By the time the truck began to tilt, she was turned in her seat with her strong right arm pressing her son’s chest hard into the back of his seat, and her left hand on the barrel of the spooky man’s pistol.
54
Peter
In the cargo box, the plastic drums shifted in their webbing as the truck lurched hard to one side. Peter dug his toes into the lines of rugged conduit to hold himself, the white static powering his muscles to lock himself in place while he hacked the plastic cover off the central control box. It came off in sharp chunks, but it came off. Inside was the cell-phone-turned-detonator and the twelve-volt battery tucked under the neat bundles of colored wires that led to the blasting caps and the C-4. It was almost beautiful in its elegance.
It was possible that Boomer had built in a false circuit to kill anyone trying to disable the bomb, but Peter didn’t have time to even contemplate that. He had to take this apart now or die in the attempt. He could clearly envision the scarred man with his phone in his hand. Beginning to make the call that would complete the circuit and set off the bomb.
He traced the wires with his finger, thinking that the battery was the key to everything. Without the battery, the blasting caps would not explode. Without the blasting caps, the C-4 wouldn’t go, or the rest of it.
The truck tilted beneath him. The static flared as Peter’s muscles responded. He dropped to his belly and wedged his feet farther under the conduit. Then reached into the control box, through the wires, to the big battery. Grabbed it hard and maneuvered it out from beneath the bundled wires.
Boomer had actually soldered the power wires to the battery’s terminals in great greasy conductive lumps. The white static burned cold as he wrapped the wires in his fist and pulled.
Trying to free them from the big battery.
Hoping to hell there wasn’t anything else he should have done instead.
55
Lewis
Here we go, kid. Hang on to that dog. Remember, do what I tell you.”
Mingus growled over the roar of the engine as Lewis turned the wheel and punched the Yukon’s front end hard into the Mitsubishi’s driver’s-side tire. He saw Dinah’s face in her window, her eyes wide. Metal shrieked and the seat belt bit into him.
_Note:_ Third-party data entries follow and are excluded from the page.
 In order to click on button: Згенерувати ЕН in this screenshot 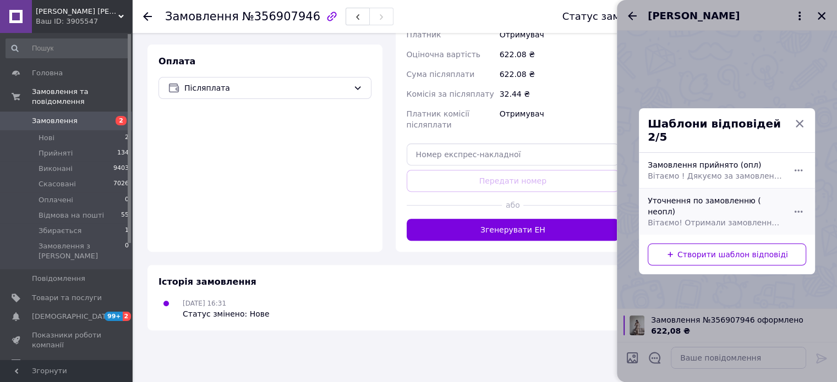, I will do `click(513, 230)`.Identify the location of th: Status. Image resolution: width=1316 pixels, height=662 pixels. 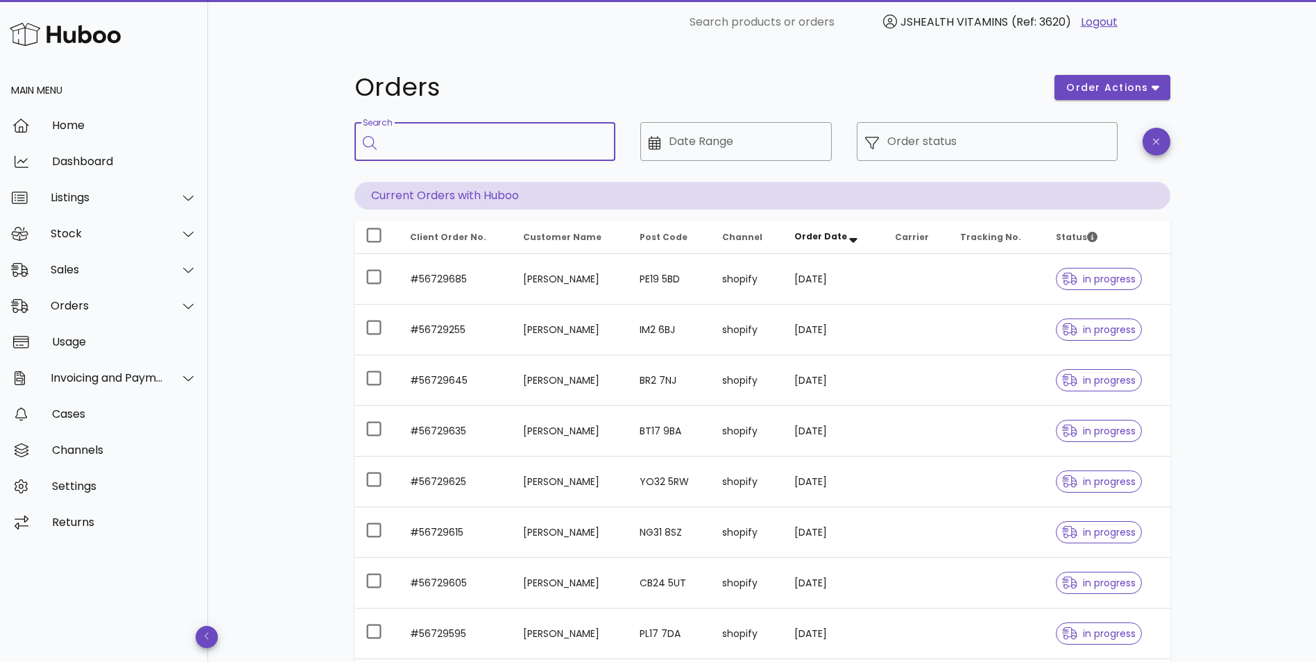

The Yukon’s nose dropped as the bigger truck crushed its front suspension, then pushed it hard away. But something had broken or bent at that side of the Mitsubishi, the tie rod or axle, forcing it into an abrupt turn. The right-side tires left the ground as the truck began to tilt.
“Charlie, you okay? Charlie?”
No answer from the backseat. The Yukon sputtered and died.
Lewis looked through his cracked windshield to see Dinah in the cab of the Mitsubishi, wrestling with the skinny guy in the uniform for the gun. The big truck heaved across two lanes of traffic and up a curb to smash its passenger side into a lamppost.
“Charlie, get out right now and run away as fast as you can.”
Lewis slipped off his seat belt and climbed out of the ruined Yukon to help Dinah. He looked over his shoulder as he ran and saw the black Ford pull up a block away.
The scarred man had something in his hand that looked like a cell phone.
Even at that distance, Lewis could see the look of rapture on the scarred man’s face as his thumb stabbed down on the keypad.
Lewis sprinted around the front of the Mitsubishi and hauled open the passenger door.
56
Peter
The detonator phone’s screen flashed white as an incoming call activated the vibrator.